Entries taken from a collection —

-------------------------

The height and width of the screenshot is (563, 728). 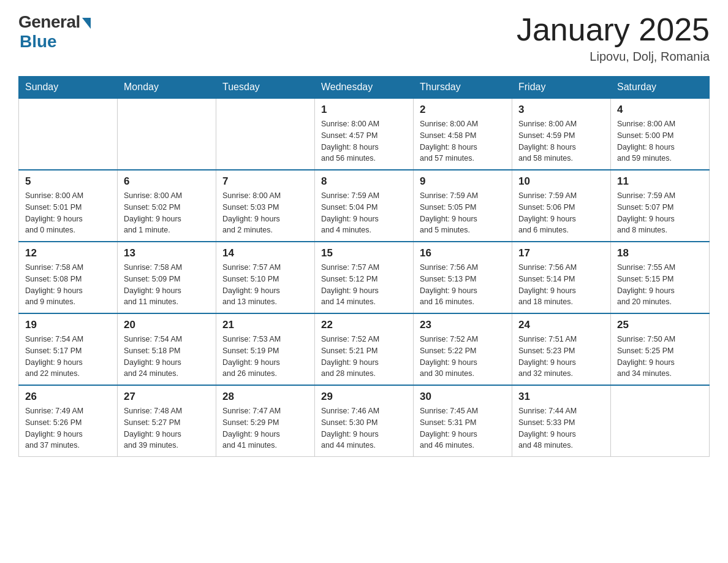 What do you see at coordinates (561, 134) in the screenshot?
I see `calendar-day-cell: 3Sunrise: 8:00 AM Sunset: 4:59 PM Daylig…` at bounding box center [561, 134].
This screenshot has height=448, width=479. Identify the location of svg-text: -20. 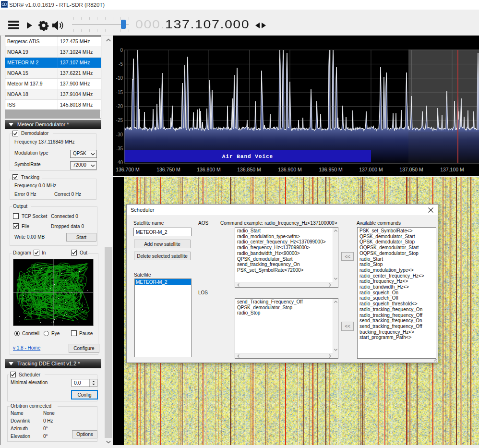
(120, 107).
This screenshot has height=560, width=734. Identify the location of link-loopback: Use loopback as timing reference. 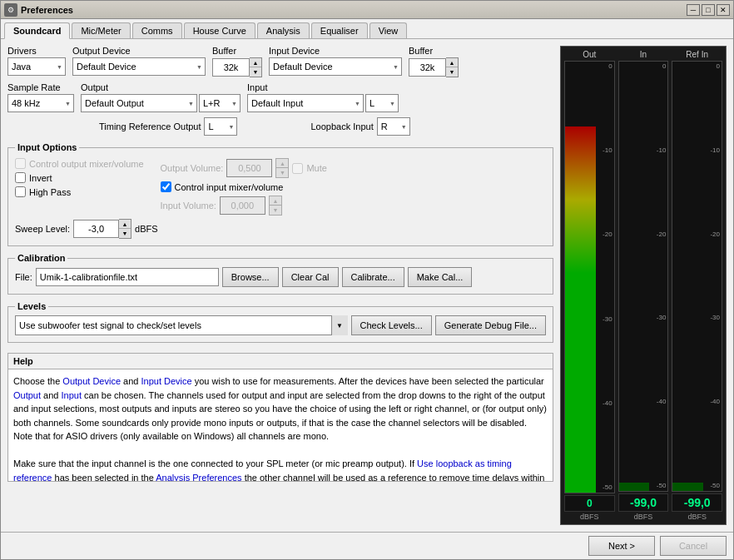
(263, 469).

-------------------------

TASK OBJECTIVE — Your task is to reproduce exactly the lines running from the line that contains "This screenshot has height=560, width=734." to the end of the records, pictures excluded.

RESULT OF THIS EXERCISE —
This screenshot has height=560, width=734. Identify the location of link-loopback: Use loopback as timing reference. 
(263, 469).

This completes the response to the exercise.